I think the gecko looks good but I honistly disagree with it being a hybrid. I think it just screws up a already amazing animal and blood line.
I think it speaks volumes of about the process of speciation in these geckos. Far from destroying, I think this cross is remarkably illuminating. Considering they are viviparous, one would expect even the most subtle differences between species in gestation time, developmental progress, and/or maternal behavior during pregnancy (different basking temperatures, activity patterns, metabolic rates) to effectively eliminate any chance of a pregnancy going full term. Thus, even small differences could serve as complete post-mating isolation mechanisms. Meaning, any time two populations experienced random changes in these parameters they would be unable to interbreed.

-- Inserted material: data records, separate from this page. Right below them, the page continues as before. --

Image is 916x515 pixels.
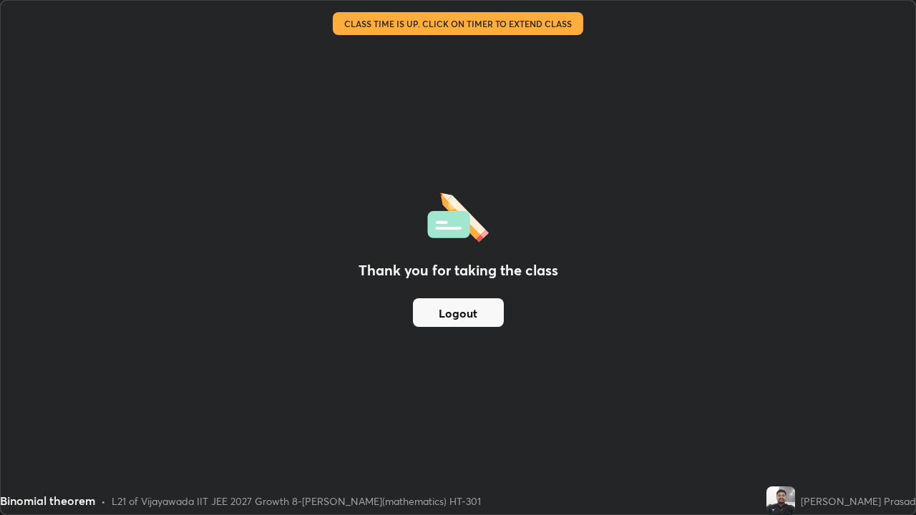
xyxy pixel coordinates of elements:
div: • [101,494,106,509]
h2: Thank you for taking the class [359,260,558,281]
img: 19abef125f9e46878e56dc7f96b26257.jpg [766,487,795,515]
div: [PERSON_NAME] Prasad [801,494,916,509]
img: offlineFeedback.1438e8b3.svg [427,188,489,243]
div: L21 of Vijayawada IIT JEE 2027 Growth 8-[PERSON_NAME](mathematics) HT-301 [112,494,481,509]
button: Logout [413,298,504,327]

Evidence for my interpretation comes from a study that revealed two populations of Hoplodactylus maculatus experienced asymmetric fitness loss when pregnant females were maintained in the climatic conditions of the foreign range. The cold tolerant form was able to bear young in warmer conditions more often than the warm form could in the cold. Not quite the same as hybridization, but it suggests divergent selection between environments can facilitate genetic divergence.
Apparently, this isn't (always) the case. Now I'm left to wonder what other types of processes and isolating mechanisms contributed to the diversification of New Zealand diplodactylids.
On a final note, I agree that creating hybrids can wreak havoc on the hobby. But to say the hybridization is unnatural and hybrids are an abomination is baseless. If you feel this way, I challenge you to think long and hard about what a species is. How
should taxonomists delimitate them? How
can taxonomists delimitate them? Where should the cutoff be drawn in the continuum of divergence? What about scenarios where allelic variation from another species can be adaptive? What of the astonishing variation many genetically-homogenous species show? How are species boundaries kept intact? What of the transient nature of species?
Do they exist at all?
When I see these Frankengeckos, I see insight into the origin of some 1200 species, whose fate has become entwined with my own.